Latin American Perspectives on Globalization
Ethics, Politics, and Alternative Visions
Foreword by Linda Martín Alcoff Hunter College Contributions by Debra A. Castillo, Santiago Castro-Gómez Professor of Philosophy, University of Santo Tomás and University Javeriana, Rafael Cervantes Martínez, Felipe Gil Chamizo, Raúl Fornet-Betancourt, Jorge J. E. Gracia SUNY Buffalo, María Mercedes Jaramillo, María Pía Lara-Zavala, Eduardo Mendieta Pennsylvania State Univer, Walter D. Mignolo William H Wannamaker Professor and Director, Center for Global Studies and, Iván Petrella, Roberto Regalado Álvarez, Mario Sáenz, Ofelia Schutte, Leopoldo Zea Edited by Mario Sáenz
Publication date:
28 October 2002Length of book:
264 pagesPublisher
Rowman & Littlefield PublishersDimensions:
235x155mm6x9"
ISBN-13: 9780742507760
From the most prominent thinkers in Latin American philosophy, literature, politics, and social science comes a challenge to conventional theories of globalization. The contributors to this volume imagine a discourse in which revolution is defined not as a temporalized march of progress or takeover of state power, but as a movement for local control that upholds standards of material conditions for human dignity. Essays on identity, equality, and ethics propose models of transcultural and intercultural relations that replace center/periphery or world-systems approaches; they impel us to focus on building dialogic relationships rather than on accommodating universalized paradigms. Ultimately suggesting a reconstruction of the world in terms of the interests of one of the peripheral regions of the world, Latin American Perspectives on Globalization argues with cogency and urgency that no one within contemporary globalization debates can afford to ignore the Latin American philosophical tradition.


**What you will do**
Search the records below for the line containing "Find 'clothing' in". Write out that line and every line after it exactly as written.

====== Given data

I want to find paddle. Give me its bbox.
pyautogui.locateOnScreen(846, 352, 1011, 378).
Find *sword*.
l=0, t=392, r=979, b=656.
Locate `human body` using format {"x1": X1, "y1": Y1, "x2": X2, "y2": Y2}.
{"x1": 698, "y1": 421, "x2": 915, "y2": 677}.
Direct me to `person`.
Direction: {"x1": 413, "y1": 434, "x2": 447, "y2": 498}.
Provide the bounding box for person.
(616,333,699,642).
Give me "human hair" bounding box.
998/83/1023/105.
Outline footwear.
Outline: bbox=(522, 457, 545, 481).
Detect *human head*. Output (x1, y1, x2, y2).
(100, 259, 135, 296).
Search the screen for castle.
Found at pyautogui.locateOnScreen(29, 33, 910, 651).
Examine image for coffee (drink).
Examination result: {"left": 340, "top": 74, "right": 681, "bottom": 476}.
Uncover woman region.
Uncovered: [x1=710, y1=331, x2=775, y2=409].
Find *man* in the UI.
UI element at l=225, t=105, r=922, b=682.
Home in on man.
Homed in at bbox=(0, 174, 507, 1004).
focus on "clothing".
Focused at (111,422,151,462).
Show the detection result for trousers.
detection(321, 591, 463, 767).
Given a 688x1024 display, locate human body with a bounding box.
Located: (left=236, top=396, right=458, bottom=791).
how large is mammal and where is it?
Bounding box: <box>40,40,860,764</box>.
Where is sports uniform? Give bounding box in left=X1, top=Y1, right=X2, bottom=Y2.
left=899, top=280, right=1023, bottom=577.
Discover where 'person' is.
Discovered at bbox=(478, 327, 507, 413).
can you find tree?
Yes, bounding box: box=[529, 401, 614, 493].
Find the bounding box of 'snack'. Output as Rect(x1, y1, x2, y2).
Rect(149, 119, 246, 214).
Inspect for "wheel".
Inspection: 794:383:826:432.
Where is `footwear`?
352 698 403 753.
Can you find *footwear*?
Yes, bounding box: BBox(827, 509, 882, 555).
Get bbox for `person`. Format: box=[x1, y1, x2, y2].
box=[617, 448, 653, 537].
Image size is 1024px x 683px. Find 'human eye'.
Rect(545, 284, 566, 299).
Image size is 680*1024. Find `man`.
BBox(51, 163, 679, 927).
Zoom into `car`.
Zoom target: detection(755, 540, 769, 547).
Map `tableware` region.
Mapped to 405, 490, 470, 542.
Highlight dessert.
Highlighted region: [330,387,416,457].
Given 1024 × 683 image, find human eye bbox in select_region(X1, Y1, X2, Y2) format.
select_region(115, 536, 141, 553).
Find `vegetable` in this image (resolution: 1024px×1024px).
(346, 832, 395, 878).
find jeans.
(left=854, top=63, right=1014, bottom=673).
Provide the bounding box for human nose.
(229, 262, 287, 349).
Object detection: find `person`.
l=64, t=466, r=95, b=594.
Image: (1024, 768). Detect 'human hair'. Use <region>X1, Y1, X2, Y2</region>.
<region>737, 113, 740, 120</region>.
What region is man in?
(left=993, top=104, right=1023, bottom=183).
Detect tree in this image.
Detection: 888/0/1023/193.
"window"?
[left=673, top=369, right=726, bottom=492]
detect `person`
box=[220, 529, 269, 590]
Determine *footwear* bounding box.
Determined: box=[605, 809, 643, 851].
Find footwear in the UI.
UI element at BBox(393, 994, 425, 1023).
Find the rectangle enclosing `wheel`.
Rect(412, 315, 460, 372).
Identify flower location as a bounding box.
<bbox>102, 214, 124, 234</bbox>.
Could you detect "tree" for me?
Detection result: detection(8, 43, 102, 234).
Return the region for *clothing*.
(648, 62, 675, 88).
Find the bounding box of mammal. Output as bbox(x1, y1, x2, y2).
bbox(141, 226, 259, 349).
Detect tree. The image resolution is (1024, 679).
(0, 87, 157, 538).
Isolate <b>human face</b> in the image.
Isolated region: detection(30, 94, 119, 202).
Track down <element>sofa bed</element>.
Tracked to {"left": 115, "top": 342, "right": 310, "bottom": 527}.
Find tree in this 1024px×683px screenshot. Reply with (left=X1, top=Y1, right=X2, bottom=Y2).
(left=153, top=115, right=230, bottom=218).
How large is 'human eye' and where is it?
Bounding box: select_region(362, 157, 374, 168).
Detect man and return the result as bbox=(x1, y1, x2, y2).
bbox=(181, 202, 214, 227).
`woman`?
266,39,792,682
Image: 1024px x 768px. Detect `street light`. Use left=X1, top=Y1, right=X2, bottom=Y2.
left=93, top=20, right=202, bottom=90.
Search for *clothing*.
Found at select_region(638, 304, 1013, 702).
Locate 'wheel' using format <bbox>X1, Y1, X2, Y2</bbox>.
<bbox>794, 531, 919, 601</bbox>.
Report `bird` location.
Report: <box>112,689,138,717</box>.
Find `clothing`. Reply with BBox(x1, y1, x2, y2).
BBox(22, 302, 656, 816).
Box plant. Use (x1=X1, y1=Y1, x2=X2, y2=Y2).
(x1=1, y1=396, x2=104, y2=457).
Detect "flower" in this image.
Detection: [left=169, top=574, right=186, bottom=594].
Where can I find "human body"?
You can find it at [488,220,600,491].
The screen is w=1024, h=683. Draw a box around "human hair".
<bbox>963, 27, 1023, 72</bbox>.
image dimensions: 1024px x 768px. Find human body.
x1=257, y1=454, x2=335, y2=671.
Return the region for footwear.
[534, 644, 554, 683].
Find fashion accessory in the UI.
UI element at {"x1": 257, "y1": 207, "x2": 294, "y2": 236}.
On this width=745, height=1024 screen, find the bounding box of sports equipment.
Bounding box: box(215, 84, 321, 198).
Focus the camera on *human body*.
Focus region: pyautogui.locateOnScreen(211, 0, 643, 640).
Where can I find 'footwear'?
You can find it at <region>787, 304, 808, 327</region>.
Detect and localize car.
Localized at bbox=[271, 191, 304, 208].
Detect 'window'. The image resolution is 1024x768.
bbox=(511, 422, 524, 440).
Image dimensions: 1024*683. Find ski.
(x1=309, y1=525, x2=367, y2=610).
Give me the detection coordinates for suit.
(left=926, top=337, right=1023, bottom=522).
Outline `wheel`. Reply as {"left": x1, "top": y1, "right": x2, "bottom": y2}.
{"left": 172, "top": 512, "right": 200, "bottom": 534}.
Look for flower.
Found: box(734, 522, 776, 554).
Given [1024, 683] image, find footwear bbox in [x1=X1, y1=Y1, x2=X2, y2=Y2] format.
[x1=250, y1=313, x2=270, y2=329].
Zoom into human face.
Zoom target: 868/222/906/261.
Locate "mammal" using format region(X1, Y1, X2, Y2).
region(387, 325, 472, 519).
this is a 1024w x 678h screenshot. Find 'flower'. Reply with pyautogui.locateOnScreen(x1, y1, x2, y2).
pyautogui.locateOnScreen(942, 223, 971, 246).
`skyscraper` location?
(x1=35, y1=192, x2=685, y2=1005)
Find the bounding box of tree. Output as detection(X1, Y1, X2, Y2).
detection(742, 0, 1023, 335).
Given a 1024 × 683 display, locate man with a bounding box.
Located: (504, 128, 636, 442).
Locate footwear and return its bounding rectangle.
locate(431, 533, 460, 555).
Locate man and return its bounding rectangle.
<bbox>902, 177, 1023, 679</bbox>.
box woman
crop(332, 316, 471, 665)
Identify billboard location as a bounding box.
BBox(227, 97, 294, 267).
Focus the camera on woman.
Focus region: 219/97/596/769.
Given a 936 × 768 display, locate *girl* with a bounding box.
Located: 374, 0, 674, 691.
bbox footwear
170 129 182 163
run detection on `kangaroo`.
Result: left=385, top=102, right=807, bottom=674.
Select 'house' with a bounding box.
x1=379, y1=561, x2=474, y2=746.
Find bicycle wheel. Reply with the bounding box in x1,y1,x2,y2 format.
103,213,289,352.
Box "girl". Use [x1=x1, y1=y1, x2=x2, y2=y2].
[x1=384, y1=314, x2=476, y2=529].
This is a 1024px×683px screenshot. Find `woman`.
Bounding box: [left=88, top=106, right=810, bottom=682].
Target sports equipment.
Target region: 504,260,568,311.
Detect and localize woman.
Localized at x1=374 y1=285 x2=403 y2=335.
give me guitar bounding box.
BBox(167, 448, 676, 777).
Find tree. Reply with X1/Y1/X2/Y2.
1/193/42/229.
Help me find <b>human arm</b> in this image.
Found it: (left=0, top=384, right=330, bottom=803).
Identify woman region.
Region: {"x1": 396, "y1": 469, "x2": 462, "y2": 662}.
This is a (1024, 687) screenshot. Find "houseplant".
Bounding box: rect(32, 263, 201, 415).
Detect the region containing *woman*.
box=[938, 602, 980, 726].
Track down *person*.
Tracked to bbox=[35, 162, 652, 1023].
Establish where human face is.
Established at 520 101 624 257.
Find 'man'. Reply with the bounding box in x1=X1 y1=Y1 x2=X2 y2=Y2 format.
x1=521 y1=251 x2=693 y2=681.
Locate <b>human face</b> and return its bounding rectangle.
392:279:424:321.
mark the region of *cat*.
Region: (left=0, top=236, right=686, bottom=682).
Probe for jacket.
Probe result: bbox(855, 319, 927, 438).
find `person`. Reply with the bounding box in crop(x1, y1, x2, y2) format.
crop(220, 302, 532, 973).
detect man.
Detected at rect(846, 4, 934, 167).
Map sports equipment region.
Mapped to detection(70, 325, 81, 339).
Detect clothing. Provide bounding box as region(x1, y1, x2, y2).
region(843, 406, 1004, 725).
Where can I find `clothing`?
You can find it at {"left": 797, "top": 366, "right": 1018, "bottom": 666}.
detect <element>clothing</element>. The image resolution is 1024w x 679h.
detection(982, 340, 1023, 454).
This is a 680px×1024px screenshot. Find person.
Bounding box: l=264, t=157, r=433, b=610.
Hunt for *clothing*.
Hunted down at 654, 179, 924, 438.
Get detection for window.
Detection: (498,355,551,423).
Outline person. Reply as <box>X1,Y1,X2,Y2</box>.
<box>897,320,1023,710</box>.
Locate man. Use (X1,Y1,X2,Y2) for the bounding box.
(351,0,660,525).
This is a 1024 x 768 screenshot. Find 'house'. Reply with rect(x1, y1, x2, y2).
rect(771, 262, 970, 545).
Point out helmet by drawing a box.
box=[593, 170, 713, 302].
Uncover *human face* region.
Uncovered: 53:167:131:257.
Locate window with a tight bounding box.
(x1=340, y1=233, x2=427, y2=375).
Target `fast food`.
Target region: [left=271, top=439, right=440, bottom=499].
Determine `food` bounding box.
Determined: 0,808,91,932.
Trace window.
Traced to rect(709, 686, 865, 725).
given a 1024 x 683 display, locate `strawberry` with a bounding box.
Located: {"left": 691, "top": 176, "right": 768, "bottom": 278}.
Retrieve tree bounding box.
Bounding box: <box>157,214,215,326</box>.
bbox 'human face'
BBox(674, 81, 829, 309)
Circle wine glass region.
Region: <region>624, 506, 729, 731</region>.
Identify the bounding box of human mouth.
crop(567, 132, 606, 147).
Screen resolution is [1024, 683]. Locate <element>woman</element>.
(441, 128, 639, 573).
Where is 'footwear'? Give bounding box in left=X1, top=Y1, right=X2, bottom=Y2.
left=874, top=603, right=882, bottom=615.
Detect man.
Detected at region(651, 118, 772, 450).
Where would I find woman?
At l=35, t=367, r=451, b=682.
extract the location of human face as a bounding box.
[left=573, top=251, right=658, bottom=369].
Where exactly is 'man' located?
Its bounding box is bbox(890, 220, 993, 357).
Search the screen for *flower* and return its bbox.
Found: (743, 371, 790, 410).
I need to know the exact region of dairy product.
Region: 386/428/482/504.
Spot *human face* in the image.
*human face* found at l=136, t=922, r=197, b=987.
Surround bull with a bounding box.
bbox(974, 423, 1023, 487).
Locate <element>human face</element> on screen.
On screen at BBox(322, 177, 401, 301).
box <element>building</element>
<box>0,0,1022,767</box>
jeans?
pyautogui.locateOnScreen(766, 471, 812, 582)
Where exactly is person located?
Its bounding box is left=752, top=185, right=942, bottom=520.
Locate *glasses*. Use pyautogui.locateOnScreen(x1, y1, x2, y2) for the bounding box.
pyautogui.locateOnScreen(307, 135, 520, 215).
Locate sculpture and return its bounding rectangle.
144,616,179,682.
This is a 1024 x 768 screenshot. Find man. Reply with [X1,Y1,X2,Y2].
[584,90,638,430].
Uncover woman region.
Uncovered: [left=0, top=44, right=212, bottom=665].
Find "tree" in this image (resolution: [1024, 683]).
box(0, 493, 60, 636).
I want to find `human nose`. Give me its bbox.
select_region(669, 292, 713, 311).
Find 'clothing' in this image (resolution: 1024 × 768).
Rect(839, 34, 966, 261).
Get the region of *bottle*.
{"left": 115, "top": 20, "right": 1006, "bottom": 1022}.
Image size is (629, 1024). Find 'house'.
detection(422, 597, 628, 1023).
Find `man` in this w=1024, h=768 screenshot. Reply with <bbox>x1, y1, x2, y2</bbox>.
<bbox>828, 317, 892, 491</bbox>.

============

**Expected answer**
Find 'clothing' in this image (resolution: 1024 × 768).
Rect(839, 34, 966, 261).
Get the region of *bottle*.
{"left": 115, "top": 20, "right": 1006, "bottom": 1022}.
Image size is (629, 1024). Find 'house'.
detection(422, 597, 628, 1023).
Find `man` in this w=1024, h=768 screenshot. Reply with <bbox>x1, y1, x2, y2</bbox>.
<bbox>828, 317, 892, 491</bbox>.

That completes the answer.